Emulator - Video Game Console Emulators

Video Game Console Emulators

Video game console emulators are programs that allow a personal computer or video game console to emulate different video game console. They are most often used to play older video games on personal computers and video game consoles, but they are also used to translate games into other languages, to modify existing games, and in the development process of home brew demos and new games for older systems. The internet has helped in the spread of console emulators, as most - if not all - would be unavailable for sale in retail outlets. Examples of console emulators that have been released in the last 2 decades are: Dolphin, Zsnes, Kega Fusion, Desmume, Epsxe, Project64, Visual Boy Advance, NullDC and Nestopia.

Read more about this topic:  Emulator

Famous quotes containing the words video game, video, game and/or console:

    I recently learned something quite interesting about video games. Many young people have developed incredible hand, eye, and brain coordination in playing these games. The air force believes these kids will be our outstanding pilots should they fly our jets.
    Ronald Reagan (b. 1911)

    It is among the ranks of school-age children, those six- to twelve-year-olds who once avidly filled their free moments with childhood play, that the greatest change is evident. In the place of traditional, sometimes ancient childhood games that were still popular a generation ago, in the place of fantasy and make- believe play . . . today’s children have substituted television viewing and, most recently, video games.
    Marie Winn (20th century)

    The indispensable ingredient of any game worth its salt is that the children themselves play it and, if not its sole authors, share in its creation. Watching TV’s ersatz battles is not the same thing at all. Children act out their emotions, they don’t talk them out and they don’t watch them out. Their imagination and their muscles need each other.
    Leontine Young (20th century)

    I shall soon be six-and-twenty. Is there anything in the future that can possibly console us for not being always twenty-five?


Required action:
Write out every record below exactly as it appears, omitting the pictures.

Source records:
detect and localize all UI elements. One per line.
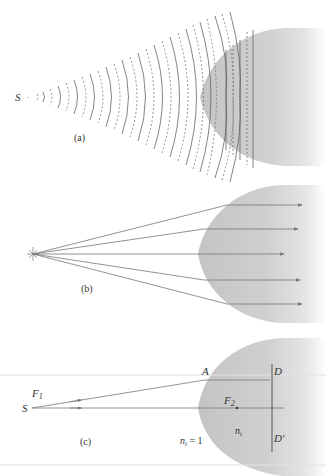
panel-c: S F1 A D D′ F2 nt ni = 1 (c) bbox=[0, 338, 326, 476]
source-label-c: S bbox=[22, 402, 28, 414]
focus1-label: F1 bbox=[31, 387, 43, 401]
point-d-label: D bbox=[273, 365, 282, 377]
lens-a bbox=[200, 28, 326, 166]
focus2-dot bbox=[236, 407, 238, 409]
caption-c: (c) bbox=[80, 436, 91, 448]
panel-b: (b) bbox=[27, 185, 326, 323]
source-label-a: S bbox=[15, 91, 21, 103]
n-outside-label: ni = 1 bbox=[180, 435, 203, 448]
source-dot-a: · bbox=[27, 93, 30, 102]
caption-a: (a) bbox=[74, 132, 85, 144]
point-d-prime-label: D′ bbox=[273, 432, 285, 444]
hyperbolic-lens-figure: S · (a) (b) bbox=[0, 0, 326, 476]
lens-c bbox=[198, 338, 326, 476]
point-a-label: A bbox=[201, 365, 209, 377]
caption-b: (b) bbox=[81, 283, 93, 295]
panel-a: S · (a) bbox=[15, 12, 326, 182]
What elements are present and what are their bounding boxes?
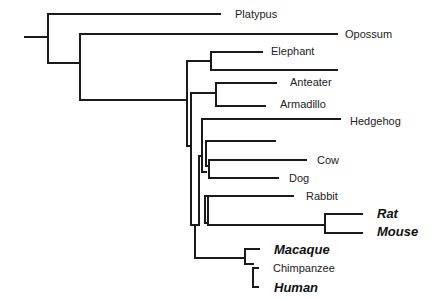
leaf-label-dog: Dog bbox=[289, 172, 309, 184]
leaf-label-armadillo: Armadillo bbox=[280, 98, 326, 110]
leaf-label-chimpanzee: Chimpanzee bbox=[273, 262, 335, 274]
leaf-label-rat: Rat bbox=[377, 206, 398, 221]
leaf-label-anteater: Anteater bbox=[290, 76, 332, 88]
phylogenetic-tree: Platypus Opossum Elephant Anteater Armad… bbox=[0, 0, 443, 299]
leaf-label-mouse: Mouse bbox=[377, 224, 418, 239]
leaf-label-opossum: Opossum bbox=[345, 28, 392, 40]
leaf-label-hedgehog: Hedgehog bbox=[350, 115, 401, 127]
leaf-label-rabbit: Rabbit bbox=[306, 190, 338, 202]
leaf-label-macaque: Macaque bbox=[274, 242, 330, 257]
leaf-label-cow: Cow bbox=[317, 154, 339, 166]
leaf-label-platypus: Platypus bbox=[235, 8, 277, 20]
leaf-label-elephant: Elephant bbox=[271, 45, 314, 57]
leaf-label-human: Human bbox=[274, 280, 318, 295]
tree-branches bbox=[0, 0, 443, 299]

Task answer:
detect and localize all UI elements. One per line.
panel-c: S F1 A D D′ F2 nt ni = 1 (c) bbox=[0, 338, 326, 476]
source-label-c: S bbox=[22, 402, 28, 414]
focus1-label: F1 bbox=[31, 387, 43, 401]
point-d-label: D bbox=[273, 365, 282, 377]
lens-a bbox=[200, 28, 326, 166]
focus2-dot bbox=[236, 407, 238, 409]
caption-c: (c) bbox=[80, 436, 91, 448]
panel-b: (b) bbox=[27, 185, 326, 323]
source-label-a: S bbox=[15, 91, 21, 103]
n-outside-label: ni = 1 bbox=[180, 435, 203, 448]
source-dot-a: · bbox=[27, 93, 30, 102]
caption-a: (a) bbox=[74, 132, 85, 144]
point-d-prime-label: D′ bbox=[273, 432, 285, 444]
hyperbolic-lens-figure: S · (a) (b) bbox=[0, 0, 326, 476]
lens-c bbox=[198, 338, 326, 476]
point-a-label: A bbox=[201, 365, 209, 377]
caption-b: (b) bbox=[81, 283, 93, 295]
panel-a: S · (a) bbox=[15, 12, 326, 182]
What elements are present and what are their bounding boxes?
leaf-label-dog: Dog bbox=[289, 172, 309, 184]
leaf-label-armadillo: Armadillo bbox=[280, 98, 326, 110]
leaf-label-chimpanzee: Chimpanzee bbox=[273, 262, 335, 274]
leaf-label-rat: Rat bbox=[377, 206, 398, 221]
leaf-label-anteater: Anteater bbox=[290, 76, 332, 88]
phylogenetic-tree: Platypus Opossum Elephant Anteater Armad… bbox=[0, 0, 443, 299]
leaf-label-mouse: Mouse bbox=[377, 224, 418, 239]
leaf-label-opossum: Opossum bbox=[345, 28, 392, 40]
leaf-label-hedgehog: Hedgehog bbox=[350, 115, 401, 127]
leaf-label-rabbit: Rabbit bbox=[306, 190, 338, 202]
leaf-label-macaque: Macaque bbox=[274, 242, 330, 257]
leaf-label-cow: Cow bbox=[317, 154, 339, 166]
leaf-label-platypus: Platypus bbox=[235, 8, 277, 20]
leaf-label-elephant: Elephant bbox=[271, 45, 314, 57]
leaf-label-human: Human bbox=[274, 280, 318, 295]
tree-branches bbox=[0, 0, 443, 299]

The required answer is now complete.